1. This view dominates in the classic, central works on the G7, notably Robert Putnam and Nicholas Bayne, Hanging Together: Cooperation and Conflict in the Seven Power Summits, rev. ed., (Cambridge, Mass.: Harvard University Press, 1987), and C. Fred Bergsten and C. Randall Henning, Global Economic Leadership and the Group of Seven, (Institute for International Economics, Washington, D.C., 1996).
2. This conception of the G7 as a concert is offered and developed in William Wallace, "Political Issues at the Summits: A New Concert of Powers," in Cesare Merlini, ed., Economics Summits and Western Decision making, (London: Croom-Helm, 1984), pp. 137-152, John Kirton, "Contemporary Concert Diplomacy: The Seven-Power Summit and the Management of International Order," Paper presented to the annual meeting of the International Studies Association, London, England, March 29, April, 1989, (available at http/www.library.utoronto. ca/www/g7), and John Kirton, "The Seven Power Summit as a New Security Institution," David Dewitt, David Haglund and John Kirton, (eds.), Building a New Global Order: Emerging Trends in International Security, (Toronto: Oxford University Press, 1996, pp. 335-357.
3. Cited in John Kirton, "The Diplomacy of Concert: Canada, the G7 and the Halifax Summit," Canadian Foreign Policy/La politique étrangére du Canada 3 (Spring 1995): 8.
4. On the classic concert and its underlying principles, see Richard Elrod, "The Concert of Europe" A Fresh Look at an International System," World Politics 28 (1976), Robert Jervis, "From Balance to Concert: A Study of International Security Cooperation," World Politics 38 (October 1985): 58-79, Charles Kupchan and Clifford Kupchan, "Concerts, Collective Security and the Future of Europe, International Security 16 (Summer 1991: 114-161, and Charles Kupchan and Clifford Kupchan, "The Promise of Collective Security," International Security 20 (Summer 1995): 52-61.
5. Group of Thirty, The Summit Process and Collective Security: Future Responsibility Sharing, (Group of Thirty: Washington, D.C., 1991).
6. On the G7's role in pioneering the Missile Technology Control Regime, see Albert Legault, "The Missile Technology Control Regime," in Dewitt et al., eds., Building a New Global Order, op. Cit., pp. 358-377.
7. Bergsten and Henning op. cit., p. 17.
8. Ibid., p. 46-7.
9. See John Kirton, "The Diplomacy of Concert," op. cit., and John Kirton, "Forging a Pacific Partnership: Canadian and Japanese Approaches to the U.S. in the Seven Power Summit," in Mitsuru Kurosawa and John Kirton, eds., The Triangle of Pacific States, (Tokyo: Sairyusha Press, 1995), pp. 13-37.
10. William Odum, "How to Create a True World Order: Establish a Concert of Great Powers," Orbis 39 (Spring 1995): 155-172.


### [What the task requires]
With pictures removed, output every record below exactly as written.
::: Data provided :::
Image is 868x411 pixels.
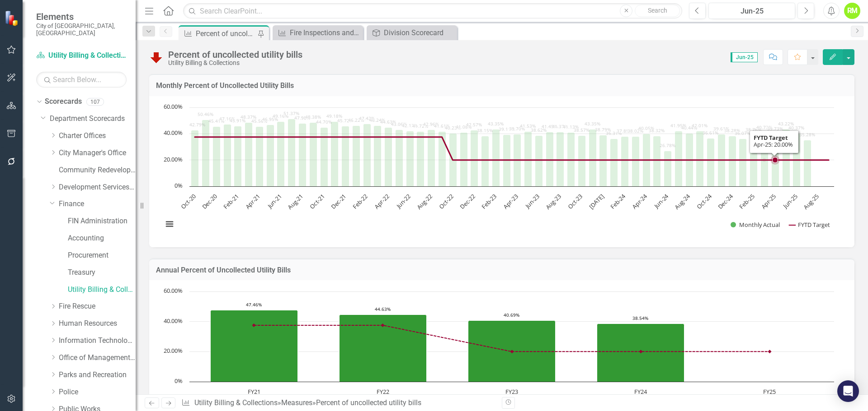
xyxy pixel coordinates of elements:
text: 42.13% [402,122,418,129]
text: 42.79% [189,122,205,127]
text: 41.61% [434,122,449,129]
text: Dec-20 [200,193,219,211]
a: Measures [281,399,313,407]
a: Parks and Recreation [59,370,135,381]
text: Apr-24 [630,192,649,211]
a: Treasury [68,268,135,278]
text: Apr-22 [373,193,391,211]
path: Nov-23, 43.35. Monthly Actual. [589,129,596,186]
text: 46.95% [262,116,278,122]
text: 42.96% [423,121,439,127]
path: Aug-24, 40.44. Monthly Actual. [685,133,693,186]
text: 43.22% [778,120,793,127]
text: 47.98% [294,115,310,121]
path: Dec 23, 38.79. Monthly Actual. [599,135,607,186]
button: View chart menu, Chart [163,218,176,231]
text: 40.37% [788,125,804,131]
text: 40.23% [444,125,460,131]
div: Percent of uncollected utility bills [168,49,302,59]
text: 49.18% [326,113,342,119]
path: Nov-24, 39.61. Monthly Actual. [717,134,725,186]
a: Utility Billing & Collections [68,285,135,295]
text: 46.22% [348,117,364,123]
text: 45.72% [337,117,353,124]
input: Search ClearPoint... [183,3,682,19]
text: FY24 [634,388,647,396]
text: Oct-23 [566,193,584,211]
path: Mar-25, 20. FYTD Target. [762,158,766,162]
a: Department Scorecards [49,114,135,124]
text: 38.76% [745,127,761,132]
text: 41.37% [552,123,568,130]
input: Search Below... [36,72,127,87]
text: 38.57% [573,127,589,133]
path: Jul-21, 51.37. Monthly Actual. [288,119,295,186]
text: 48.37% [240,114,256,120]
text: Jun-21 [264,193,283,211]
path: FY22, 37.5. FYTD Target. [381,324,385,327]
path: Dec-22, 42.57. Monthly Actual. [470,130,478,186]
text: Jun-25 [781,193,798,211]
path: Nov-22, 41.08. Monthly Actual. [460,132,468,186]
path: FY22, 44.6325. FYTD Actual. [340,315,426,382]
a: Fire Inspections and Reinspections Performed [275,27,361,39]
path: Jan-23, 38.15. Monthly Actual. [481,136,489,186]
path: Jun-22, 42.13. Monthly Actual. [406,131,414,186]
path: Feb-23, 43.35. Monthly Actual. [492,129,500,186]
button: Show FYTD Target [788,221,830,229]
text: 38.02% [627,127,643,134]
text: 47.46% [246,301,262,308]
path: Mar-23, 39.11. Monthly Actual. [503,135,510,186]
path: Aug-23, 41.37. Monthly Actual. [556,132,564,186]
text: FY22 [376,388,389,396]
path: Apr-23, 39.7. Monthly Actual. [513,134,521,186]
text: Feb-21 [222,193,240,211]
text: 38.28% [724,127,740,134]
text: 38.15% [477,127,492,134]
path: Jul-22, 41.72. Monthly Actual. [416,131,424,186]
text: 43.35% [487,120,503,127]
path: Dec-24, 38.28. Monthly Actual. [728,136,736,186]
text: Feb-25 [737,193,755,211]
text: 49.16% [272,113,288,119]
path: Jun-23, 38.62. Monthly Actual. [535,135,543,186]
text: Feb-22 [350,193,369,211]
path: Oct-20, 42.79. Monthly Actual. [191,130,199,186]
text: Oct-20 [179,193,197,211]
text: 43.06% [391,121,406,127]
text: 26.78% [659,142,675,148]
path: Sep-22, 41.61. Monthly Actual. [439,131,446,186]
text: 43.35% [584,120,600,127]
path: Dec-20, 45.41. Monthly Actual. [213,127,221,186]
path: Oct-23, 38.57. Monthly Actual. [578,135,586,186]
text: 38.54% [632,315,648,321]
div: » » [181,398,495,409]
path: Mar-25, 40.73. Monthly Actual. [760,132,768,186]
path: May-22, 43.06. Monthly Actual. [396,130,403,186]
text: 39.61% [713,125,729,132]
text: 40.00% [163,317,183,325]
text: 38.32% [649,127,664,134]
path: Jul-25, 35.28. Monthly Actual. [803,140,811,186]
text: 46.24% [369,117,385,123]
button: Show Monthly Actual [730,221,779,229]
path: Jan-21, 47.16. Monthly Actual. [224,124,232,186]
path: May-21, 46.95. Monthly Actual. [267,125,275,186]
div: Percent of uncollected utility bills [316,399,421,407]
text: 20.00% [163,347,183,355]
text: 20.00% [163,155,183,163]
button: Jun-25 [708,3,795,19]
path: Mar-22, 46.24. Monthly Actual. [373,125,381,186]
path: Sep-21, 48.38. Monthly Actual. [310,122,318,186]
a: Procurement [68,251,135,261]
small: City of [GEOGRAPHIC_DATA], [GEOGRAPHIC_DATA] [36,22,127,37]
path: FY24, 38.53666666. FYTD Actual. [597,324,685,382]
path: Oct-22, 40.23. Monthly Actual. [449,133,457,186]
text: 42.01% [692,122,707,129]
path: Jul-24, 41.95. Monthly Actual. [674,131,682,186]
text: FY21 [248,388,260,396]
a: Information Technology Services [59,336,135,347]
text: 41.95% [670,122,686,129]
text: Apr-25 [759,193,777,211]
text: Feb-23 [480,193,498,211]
:::
### [Answer to this exercise]
Image is 868x411 pixels.
xyxy pixel coordinates of elements:
text: 42.13% [402,122,418,129]
text: 42.79% [189,122,205,127]
text: 41.61% [434,122,449,129]
text: Dec-20 [200,193,219,211]
a: Measures [281,399,313,407]
a: Parks and Recreation [59,370,135,381]
text: Apr-24 [630,192,649,211]
a: Treasury [68,268,135,278]
text: Apr-22 [373,193,391,211]
path: Nov-23, 43.35. Monthly Actual. [589,129,596,186]
text: 46.95% [262,116,278,122]
text: 42.96% [423,121,439,127]
path: Aug-24, 40.44. Monthly Actual. [685,133,693,186]
text: 43.22% [778,120,793,127]
text: 47.98% [294,115,310,121]
path: Dec 23, 38.79. Monthly Actual. [599,135,607,186]
button: View chart menu, Chart [163,218,176,231]
text: 40.37% [788,125,804,131]
text: 40.23% [444,125,460,131]
div: Percent of uncollected utility bills [168,49,302,59]
text: 49.18% [326,113,342,119]
path: Nov-24, 39.61. Monthly Actual. [717,134,725,186]
a: Utility Billing & Collections [68,285,135,295]
text: 46.22% [348,117,364,123]
text: 45.72% [337,117,353,124]
input: Search ClearPoint... [183,3,682,19]
text: FY24 [634,388,647,396]
text: Oct-23 [566,193,584,211]
path: Mar-25, 20. FYTD Target. [762,158,766,162]
a: Department Scorecards [49,114,135,124]
text: 38.76% [745,127,761,132]
text: 41.37% [552,123,568,130]
input: Search Below... [36,72,127,87]
text: 38.57% [573,127,589,133]
path: Jul-21, 51.37. Monthly Actual. [288,119,295,186]
text: 48.37% [240,114,256,120]
text: Jun-21 [264,193,283,211]
path: FY22, 37.5. FYTD Target. [381,324,385,327]
path: Dec-22, 42.57. Monthly Actual. [470,130,478,186]
text: Jun-25 [781,193,798,211]
path: Nov-22, 41.08. Monthly Actual. [460,132,468,186]
path: FY22, 44.6325. FYTD Actual. [340,315,426,382]
a: Fire Inspections and Reinspections Performed [275,27,361,39]
path: Jan-23, 38.15. Monthly Actual. [481,136,489,186]
path: Jun-22, 42.13. Monthly Actual. [406,131,414,186]
path: Feb-23, 43.35. Monthly Actual. [492,129,500,186]
button: Show FYTD Target [788,221,830,229]
text: 38.02% [627,127,643,134]
text: 47.46% [246,301,262,308]
path: Mar-23, 39.11. Monthly Actual. [503,135,510,186]
path: Aug-23, 41.37. Monthly Actual. [556,132,564,186]
text: FY22 [376,388,389,396]
path: Apr-23, 39.7. Monthly Actual. [513,134,521,186]
text: Feb-21 [222,193,240,211]
text: 38.28% [724,127,740,134]
text: 38.15% [477,127,492,134]
path: Jul-22, 41.72. Monthly Actual. [416,131,424,186]
text: 43.35% [487,120,503,127]
path: Dec-24, 38.28. Monthly Actual. [728,136,736,186]
text: Feb-25 [737,193,755,211]
text: 49.16% [272,113,288,119]
path: Jun-23, 38.62. Monthly Actual. [535,135,543,186]
text: Feb-22 [350,193,369,211]
path: Oct-20, 42.79. Monthly Actual. [191,130,199,186]
text: Oct-20 [179,193,197,211]
text: 43.06% [391,121,406,127]
text: 26.78% [659,142,675,148]
path: Sep-22, 41.61. Monthly Actual. [439,131,446,186]
text: 43.35% [584,120,600,127]
path: Dec-20, 45.41. Monthly Actual. [213,127,221,186]
path: Oct-23, 38.57. Monthly Actual. [578,135,586,186]
text: 38.54% [632,315,648,321]
div: » » [181,398,495,409]
path: Mar-25, 40.73. Monthly Actual. [760,132,768,186]
path: May-22, 43.06. Monthly Actual. [396,130,403,186]
text: 39.61% [713,125,729,132]
text: 40.00% [163,317,183,325]
text: 38.32% [649,127,664,134]
path: Jul-25, 35.28. Monthly Actual. [803,140,811,186]
text: 46.24% [369,117,385,123]
button: Show Monthly Actual [730,221,779,229]
path: Jan-21, 47.16. Monthly Actual. [224,124,232,186]
path: May-21, 46.95. Monthly Actual. [267,125,275,186]
div: Percent of uncollected utility bills [316,399,421,407]
text: 20.00% [163,347,183,355]
text: 20.00% [163,155,183,163]
button: Jun-25 [708,3,795,19]
path: Mar-22, 46.24. Monthly Actual. [373,125,381,186]
path: Sep-21, 48.38. Monthly Actual. [310,122,318,186]
a: Procurement [68,251,135,261]
small: City of [GEOGRAPHIC_DATA], [GEOGRAPHIC_DATA] [36,22,127,37]
path: FY24, 38.53666666. FYTD Actual. [597,324,685,382]
path: Oct-22, 40.23. Monthly Actual. [449,133,457,186]
text: 42.01% [692,122,707,129]
path: Jul-24, 41.95. Monthly Actual. [674,131,682,186]
text: FY21 [248,388,260,396]
a: Information Technology Services [59,336,135,347]
text: 41.95% [670,122,686,129]
text: Apr-25 [759,193,777,211]
text: Feb-23 [480,193,498,211]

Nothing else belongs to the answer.